Association between the maternal age at birth and the offspring bone mineral density in adolescents.
| Outcome | Total Body aBMD | Lumbar Spine aBMD | Femoral Neck aBMD | |
|---|---|---|---|---|
| 1st author | ||||
| aBMD declines with increasing maternal age in a bivariate correlation but become non-significant in the stepwise linear regression model | aBMD declines with increasing maternal age: | Femoral aBMD was not affected by maternal age. | ||
aBMD, areal bone mineral density; NS, not significant. Results from the fully adjusted analysis are presented, and only significant data is shown. Standardized β-coefficients were assessed using a stepwise linear regression model. Bivariate correlation with maternal age was evaluated using Pearson’s correlation, the r-value is presented.
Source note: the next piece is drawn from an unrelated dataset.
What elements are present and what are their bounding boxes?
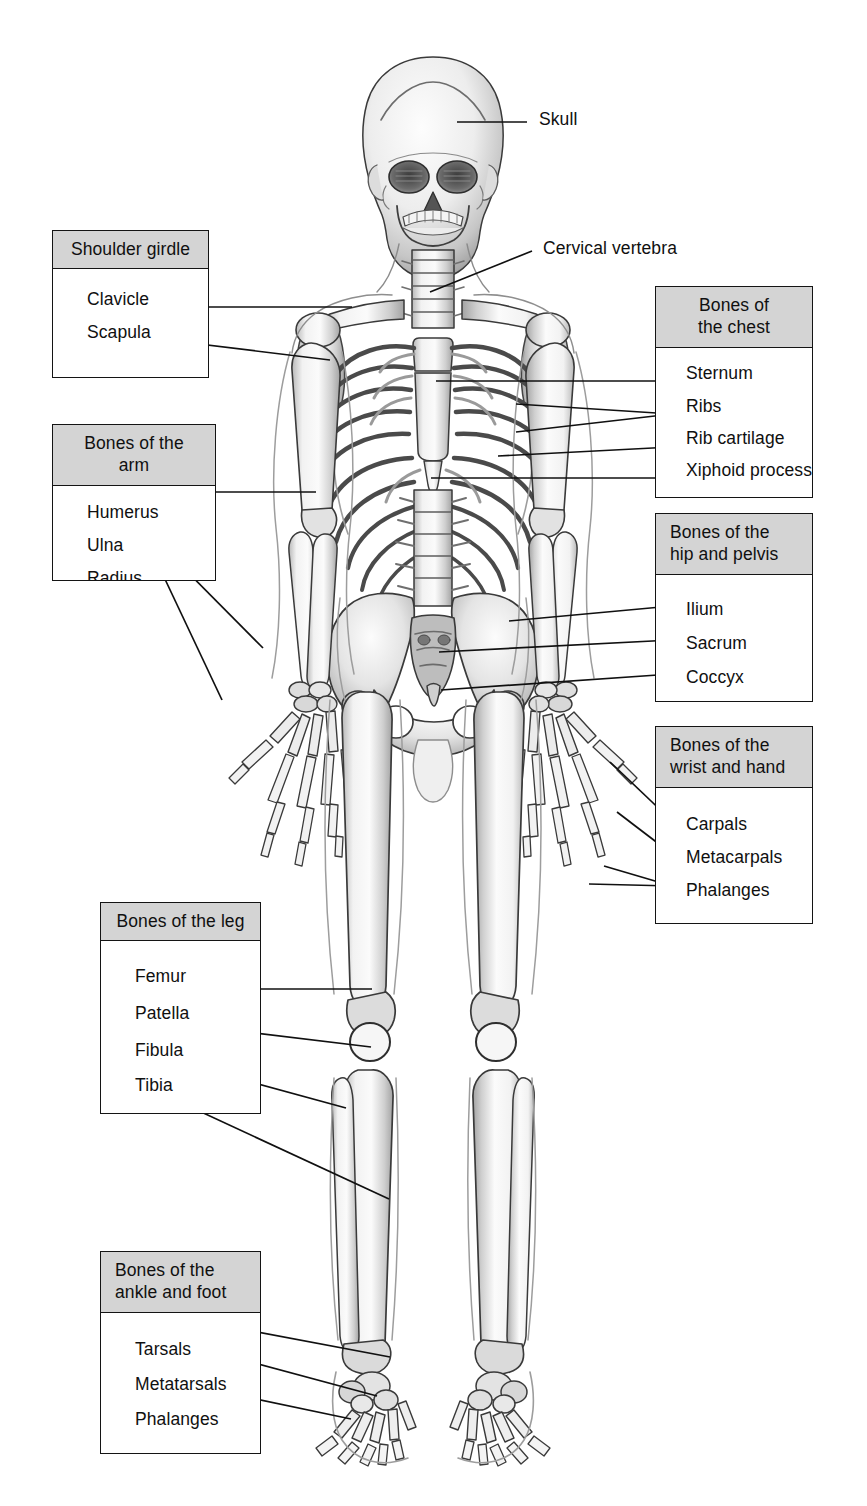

Data are adjusted for offspring calcium intake, current level of physical activity, adult height and weight, birth height, total body adipose tissue and lean mass, length of pregnancy, present smoking in the offspring, socioeconomic index (SEI), maternal parity, maternal smoking, paternal age, maternal weight before pregnancy, and maternal height.
Association between maternal cigarette smoking during pregnancy and offspring bone mineral density in adolescence.
| Outcome | BMD | |
|---|---|---|
| 1st author | ||
| Total body BMD, lumbar spine BMD, and hip BMD | ||
| Total body BMD not affected by maternal smoking in an overall association | ||
| Total body BMD not affected by maternal smoking after accounting for mediation by birth weight and concurrent height | ||
| Total body BMD not affected by maternal smoking after accounting for mediation by birth weight and concurrent weight | ||
| Total body BMD not affected by maternal smoking after accounting for mediation by birth weight and concurrent BMI | ||
BMD, bone mineral density (g/cm2); BMI, body mass index (kg/m2). Only results from the fully adjusted analysis are presented. None of the results were significant. 1 Jones et al. assessed the multivariate association between smoking in utero (yes vs. no) and BMD (g/cm2) as β-coefficients (95% CI). Data were adjusted for current offspring height, weight, age, gender, season of birth, gender, maternal age, duration of the second stage of labor, and maternal intention to breastfeed. 2 Martínez-Mesa et al.: The association between offspring BMD and maternal smoking in pregnancy was assessed with the linear regression coefficient, with each additional cigarettes smoked during pregnancy indicated as β-coefficients (95% CI); results are segregated in males/females. All the presented data were adjusted by partner smoking, gestational age, maternal height, maternal age, maternal skin color, maternal education, income, and offspring smoking, physical activity status, alcohol consumption, and calcium intake (adjusted by total calorie consumption). Further, the investigators evaluated if maternal smoking had an indirect effect on BMD by mediation through birth weight and contemporaneous anthropometric measures.